That sounds a lot better than having to mess around with funky brackets and externally powered devices! If you guys can make this work I’m pretty sure you will make a lot of people happy!!
Sacramento Municipal Utility District’s (SMUD) Smart Meter Project Manager Erik Krause told us via email that all SMUD smart meters will use the ZigBee wireless communication, but that ZigBee will not be enabled during deployment. SMUD will then test ZigBee in “a limited fashion” during March 2010, but SMUD has no “specific timeline for activating/upgrading the chips with ZigBee at this time.”
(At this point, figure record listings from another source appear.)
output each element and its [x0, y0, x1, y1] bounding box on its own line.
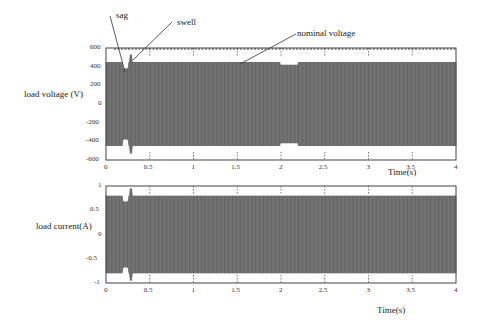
current-x-tick: 2.5 — [319, 286, 328, 294]
current-x-tick: 2 — [279, 286, 283, 294]
voltage-x-tick: 3.5 — [406, 163, 415, 171]
current-y-tick: -1 — [94, 278, 100, 286]
voltage-x-tick: 2.5 — [319, 163, 328, 171]
current-y-axis-label: load current(A) — [36, 221, 92, 231]
current-x-tick: 3.5 — [406, 286, 415, 294]
current-y-tick: 0.5 — [90, 205, 99, 213]
current-x-tick: 0 — [104, 286, 108, 294]
voltage-x-tick: 0.5 — [144, 163, 153, 171]
voltage-x-tick: 1.5 — [231, 163, 240, 171]
current-y-tick: 1 — [98, 181, 102, 189]
current-x-tick: 0.5 — [144, 286, 153, 294]
voltage-y-tick: -400 — [86, 136, 99, 144]
current-y-tick: -0.5 — [86, 254, 97, 262]
swell-label: swell — [177, 17, 196, 27]
current-waveform — [106, 188, 456, 280]
current-x-tick: 4 — [454, 286, 458, 294]
voltage-x-tick: 2 — [279, 163, 283, 171]
voltage-x-tick: 0 — [104, 163, 108, 171]
nominal-voltage-label: nominal voltage — [297, 28, 355, 38]
current-x-tick: 3 — [367, 286, 371, 294]
voltage-y-tick: 0 — [98, 99, 102, 107]
voltage-y-tick: -600 — [86, 155, 99, 163]
voltage-y-tick: 400 — [90, 62, 101, 70]
voltage-y-tick: 200 — [90, 80, 101, 88]
voltage-x-tick: 4 — [454, 163, 458, 171]
voltage-y-tick: -200 — [86, 118, 99, 126]
voltage-x-tick: 1 — [192, 163, 196, 171]
voltage-x-tick: 3 — [367, 163, 371, 171]
voltage-waveform — [106, 55, 456, 154]
current-x-axis-label: Time(s) — [377, 305, 405, 315]
sag-label: sag — [116, 10, 128, 20]
current-x-tick: 1.5 — [231, 286, 240, 294]
current-y-tick: 0 — [98, 230, 102, 238]
current-x-tick: 1 — [192, 286, 196, 294]
voltage-y-axis-label: load voltage (V) — [24, 89, 83, 99]
voltage-y-tick: 600 — [90, 43, 101, 51]
voltage-plot — [106, 48, 456, 160]
current-plot — [106, 186, 456, 283]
For Southern California Edison (SCE), the utility won’t have ZigBee in its smart meters disabled throughout deployment, but SCE doesn’t plan to pilot any approved home energy management devices until after mid-2010 when it is doing a software upgrade for all of its smart meters. SMUD’s Krause says utilities are also waiting for ZigBee 2.0 — which has some advanced features and improved security — to be released next year.
But appart from that I couldn’t find that much, maybe you can send an email to the SMUD customer service to find out what the status is.
I had to google pretty hard to find anything about smart meters that wasn’t from the tin-hat crowd. Thank you for the snip though. Anyway, I will be contacting SMUD this week as I am turning on new service for our new place. I’m going to try to drill down and find SMUD’s smart meter geek and see if I can get hooked up with their Zigbee Carrier thermostat that they were supposedly floating to some test customers. Wish me luck.
By the way I did end up finding the Zigbee protocols for the meter very early this morning. I’ll post the link when I find it again.
I looked into this last September and got bounced around PG&E for a bit, but I did learn that most of PG&E’s SmartMeters aren’t. At least, not in the way we want them to be. From what I recall/understand most of the ones that people have right now, like the FOCUS AXR-SD pictured above, will probably never be HAN enabled even if they’re theoretically capable of it. I have the same meter and my take away was that it’s never going to be HAN enabled.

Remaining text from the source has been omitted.